There’s also been a longer discussion about how Team Cherry has implemented contact damage generally. I do think the balance of contact damage feels weirdly inconsistent, but I will concede that health in games is a somewhat relative and arbitrary value. There’s a much longer and more interesting conversation to have about the psychological perception of damage; why does a certain amount of damage feel less fair? This is also an issue where I expect to see the most post-launch tuning, and thus any detailed writing about it could quickly become irrelevant.
Perverts everywhere
Though many of these choices annoy me, I understand the logic that led to each one of them being made and the type of perverts they were made for. I see, with the cold clarity of a deviant, why none of these little bits would bother an ardent and loyal degenerate, and how someone could react poorly to prodding at those choices: “Why should it bother you if it doesn’t bother me?” or the more frequent “Hollow Knight did that, are you saying Hollow Knight is bad?” I can also see the process by which Team Cherry methodically made something that felt correct for them, an extension of their previous game that’s tuned to their tastes and to those of their audiences.
In the past, challenging games like Silksong have suffered from two problems – a misunderstanding of the conversation between the developers and intended audience on the side of critics, and a frequent dismissal of what little real criticism is left on the grounds that critics are not sufficiently “one of them.” This often plays out in a way that is reactionary and boring, leading to a wall of noise where nobody has a productive conversation about why games make certain choices.
But in my experience, the few people left who are paid to write about these games love punishment more than most people.
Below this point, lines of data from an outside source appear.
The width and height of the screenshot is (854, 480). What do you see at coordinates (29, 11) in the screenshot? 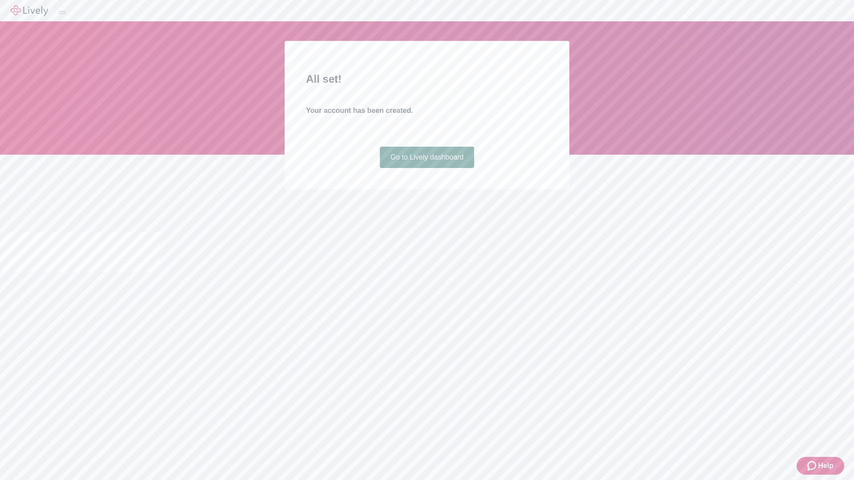
I see `img: Lively` at bounding box center [29, 11].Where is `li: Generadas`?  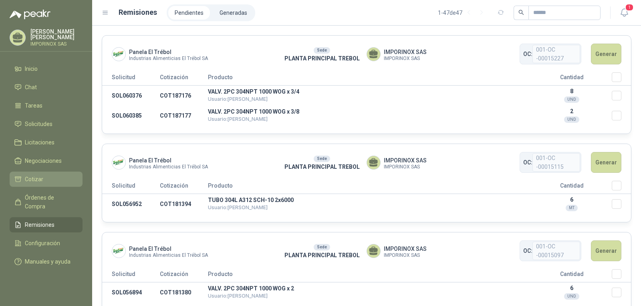 li: Generadas is located at coordinates (233, 13).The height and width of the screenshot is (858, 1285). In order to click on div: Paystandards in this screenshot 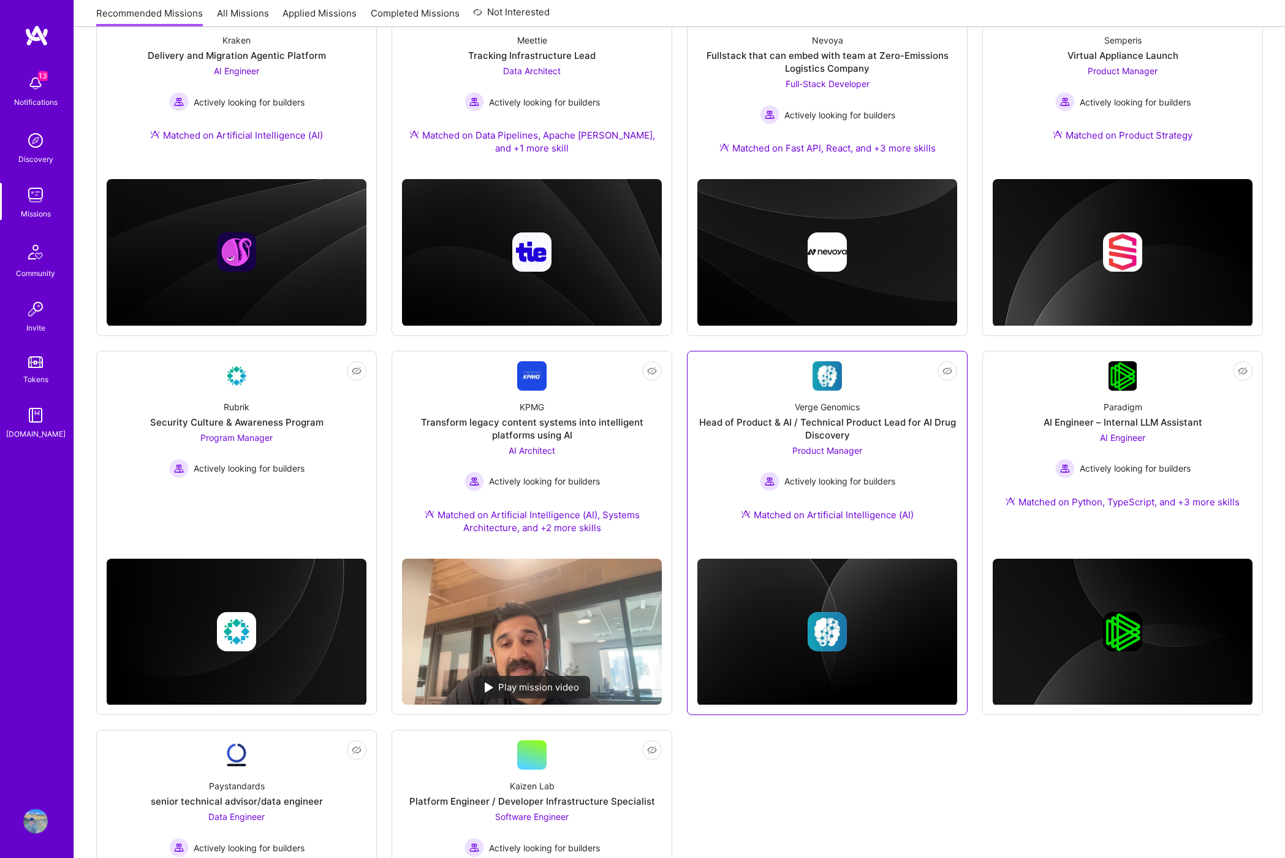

To be a pervert, both inside and outside of gaming, is not rarified these days. Consensus reality has collapsed and every one of us lives in a cocoon tailored to our own predilections. To the extent that anything is big, Silksong and Elden Ring are the definition of mainstream. There are perverts everywhere for those with eyes to see.
If you understand what these games actually are and contextualize them as such, then the conversation has the opportunity to become more interesting and layered. If a game has a streak of sadism, then a discussion of the potential failing of its mechanics can be rendered as a failure to properly calibrate that sadism. In a world where perversion is the mean, punishing games can be rendered as a polite disagreement between different breeds of masochists over their preferred form of punishment. After all, it is all a matter of taste, isn’t it?